Around the world, a broad array of efforts are being launched to tackle two pressing global problems: hunger and climate change.
The United Nation Sustainable Development Goals Report 2022 had some depressing news. Four years of progress against poverty made in achieving the 17 sustainable development goals has been erased due to the Covid-19 pandemic.
The report also cites inflation and Russia’s war in Ukraine as turning global hunger from a “crisis into a catastrophe.” The price of food, fuel, and fertilizers comes on top of underlying factors such as poverty, inequality, inadequate governance, poor infrastructure, and low agricultural productivity, the report outlines.
The world is facing its third global food price crisis in 15 years and famine is likely to be officially declared in Somalia in the coming months, where at least one million people have already been displaced due to devastating drought conditions.
For centuries, people used everything they could: the stalk of a banana tree, vegetable peels, a carrot that grew twisted underground. Now throwing food out seems to be the normal thing to do.

Tackling the food problem by rescuing “waste” food
In Seoul, Korea, garbage cans automatically weigh how much food gets tossed in the trash. In London, England, grocers have stopped putting date labels on fruits and vegetables to reduce confusion about what is still edible, reports the New York Times.
And in California, supermarkets are required to give away – not throw away – food that is unsold but fine to eat. Governments and entrepreneurs around the world are working to tackle two pressing global problems: hunger and climate change.
Food waste is a big problem worldwide. Worldwide, food that ends up in landfills accounts for 8 to 10 percent of greenhouse gas (GHG) emissions annually, and that is at least double the emissions from aviation
According to estimates from the Food and Agriculture Organization of the United Nations, that is enough food to feed more than a billion people.
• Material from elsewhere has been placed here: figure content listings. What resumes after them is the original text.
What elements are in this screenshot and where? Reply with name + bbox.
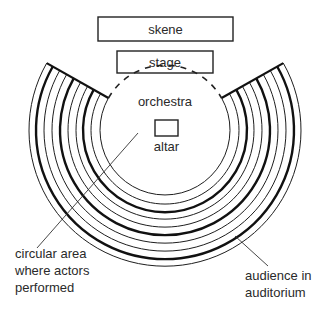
stage-block: stage bbox=[117, 51, 213, 73]
audience-annotation: audience in auditorium bbox=[245, 268, 312, 300]
skene-label: skene bbox=[148, 22, 183, 37]
altar-label: altar bbox=[154, 139, 180, 154]
stage-label: stage bbox=[149, 55, 181, 70]
skene-block: skene bbox=[98, 17, 233, 41]
circular-area-text-line1: circular area bbox=[15, 246, 87, 261]
orchestra-label: orchestra bbox=[138, 94, 193, 109]
audience-leader-line bbox=[235, 236, 268, 266]
greek-theatre-diagram: skene stage orchestra altar circular are… bbox=[0, 0, 327, 311]
audience-text-line2: auditorium bbox=[245, 285, 306, 300]
auditorium-left-edge bbox=[47, 63, 109, 98]
circular-area-text-line3: performed bbox=[15, 280, 74, 295]
circular-area-text-line2: where actors bbox=[14, 263, 90, 278]
audience-text-line1: audience in bbox=[245, 268, 312, 283]
circular-area-annotation: circular area where actors performed bbox=[14, 246, 90, 295]
altar-rect bbox=[155, 120, 178, 136]
auditorium-right-edge bbox=[222, 63, 284, 98]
Today, 31 percent of the food that is grown, shipped, or sold is wasted.
This makes the prevention of food waste the highest priority, and when prevention is not possible, the food waste hierarchy ranks the food waste treatment options from preferred to least preferred based on their negative environmental impacts.
“It’s sobering that 828 million people are undernourished today and many of them are children who should not be suffering in a world with so much food and wealth,” Concern Worldwide Chief Executive Dominic MacSorley said.

What is being done?
In the United States, we have food banks, as do other countries, that give food to those who need it. One start-up makes it easier for people to buy misshapen produce that grocery stores don’t want, and another has developed an invisible, plant-based coating to make fruits last longer.
In Asia, Europe, and the United States, several new mobile apps offer discounts on restaurant food that’s about to be thrown out.
Last year, China’s leader, Xi Jinping, began a “clean plate” campaign, calling for an end to the “shocking and distressing” squandering of food, even cracking down on video bloggers who eat excessive amounts of food on camera.
When it comes to food security, Mr. Xi said, Chinese citizens should maintain a sense of crisis because of vulnerabilities exposed by the coronavirus pandemic.
It all boils down to this: Worldwide, a lot of food is produced but not eaten, even as people go hungry. And that is shameful.